Jimmy Gralton remains the only Irishman ever deported from his own country for dissident activities.

An avowed socialist, Gralton tried to rouse local people in County Leitrim against the landlord class, but in the Ireland of the 1930s he faced much different circumstances than he did in the early 1920s when he fought in Ireland's War of Independence.

James Gralton was born on April 17, 1886 in the townland of Effrinagh, Parish of Kiltoghert. He was raised on a small farm of about 25 acres of bad land, which was surrounded by some good land. Tenant farmers were regularly driven off the land by the big landlords from Britain.

Gralton emigrated to the United States in 1909 when he was 23 but returned to Ireland to fight in the Irish War of Independence. He went back to the US after the war was over but and returned again in 1932 to look after his mother.
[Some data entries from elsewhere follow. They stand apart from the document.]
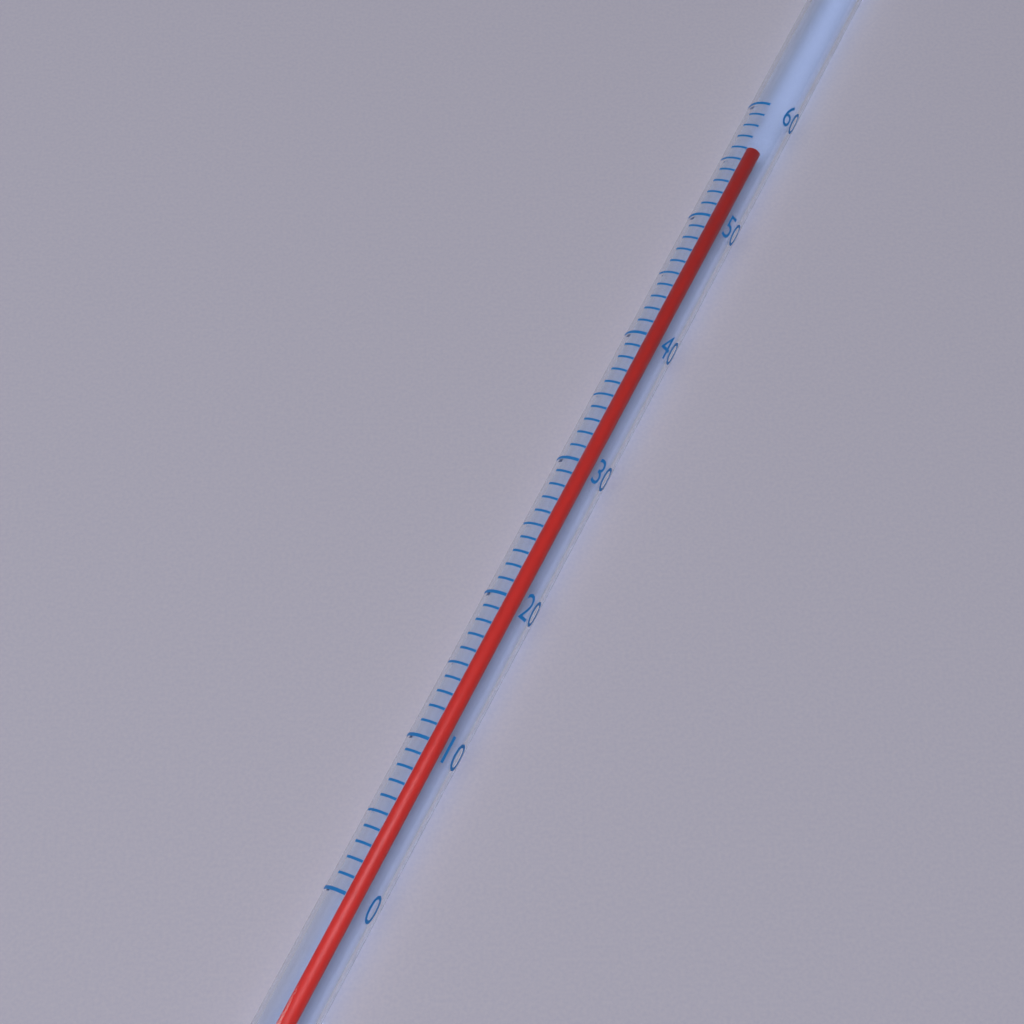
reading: 57 (no unit)
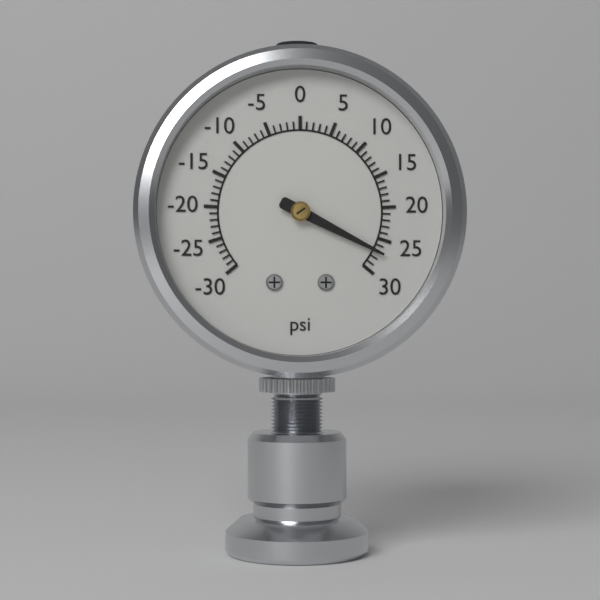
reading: 27 psi
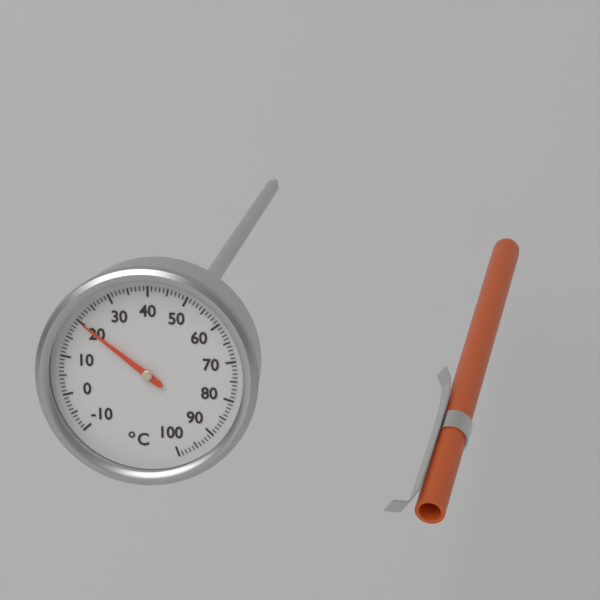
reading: 20 °C
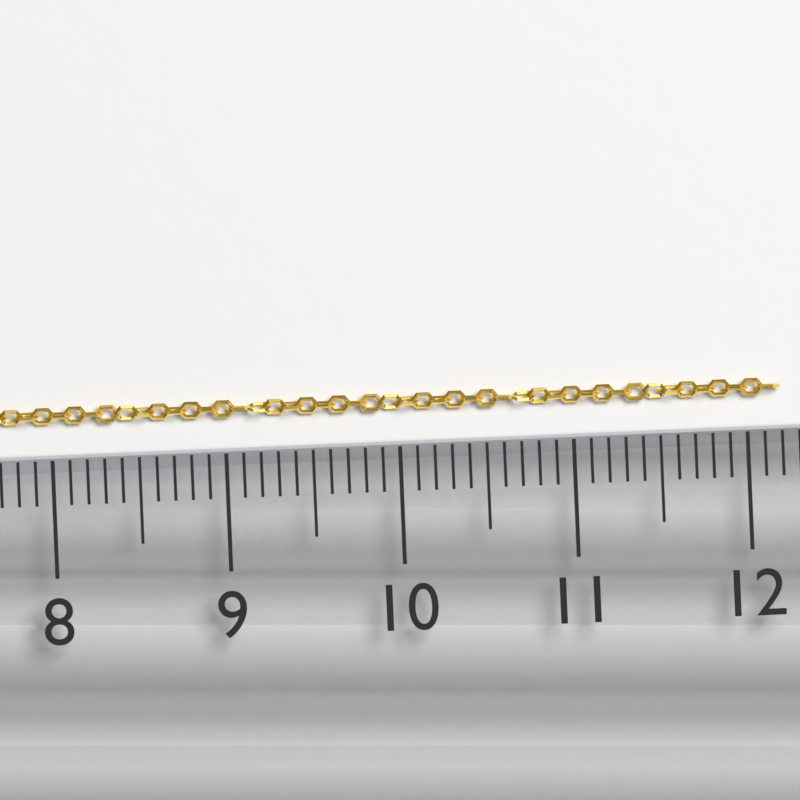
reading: 12.2 (no unit)
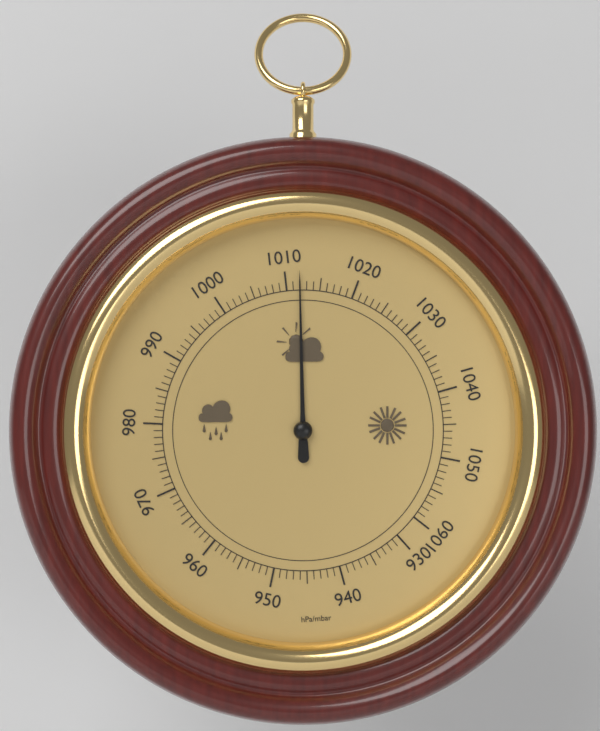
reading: 1012 hPa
He had become even more radicalized in America, where he saw dreadful working conditions during the Depression.

Back home he saw inequity everywhere despite Ireland's independence and a De Valera government.

Gralton led the Revolutionary Workers' Group in Leitrim, a predecessor of the Communist Party of Ireland. He constructed a dance hall in Effrinagh where he arranged free events, including educational classes, dancing, and music and where he expounded his political views especially in relation to ownership of the land.

He soon drew fierce criticism and there were violent protests against the dances, led by local Catholic priests, which culminated in a shooting incident at the hall.

Following this, on February 9, 1933, he was arrested and later deported to the United States of America, on the basis that he was an alien despite the fact that he was born in Ireland. This led to public protests organized by the Irish Republican Army.

He died from stomach cancer, in New York, on December 29, 1945.

His story became a top selling Irish film in 2014 entitled “Jimmy’s Hall” and it was an entrant at Cannes Film Festival.

With "Jimmy's Hall" British director Ken Loach was returning to Irish themes as he had made the “The Wind That Shakes The Barley” in 2006. Loach told the Irish Post that the approach with "Jimmy's Hall" was different.

“The two films do sit side by side,” he said. “We thought it would be interesting to see what happened to the dreams of independence, 10 years later. And as what often happens, the hopes people had aren’t realized – because of splits, and the old imperial power still trying to rule…'The Wind That Shakes the Barley' was a big epic film; 'Jimmy’s Hall' is just a microcosm.”

Irish socialist Councillor Declan Bree describes the long forgotten Gralton as being “on a par with Larkin and Connolly as one of the great Irish socialists.”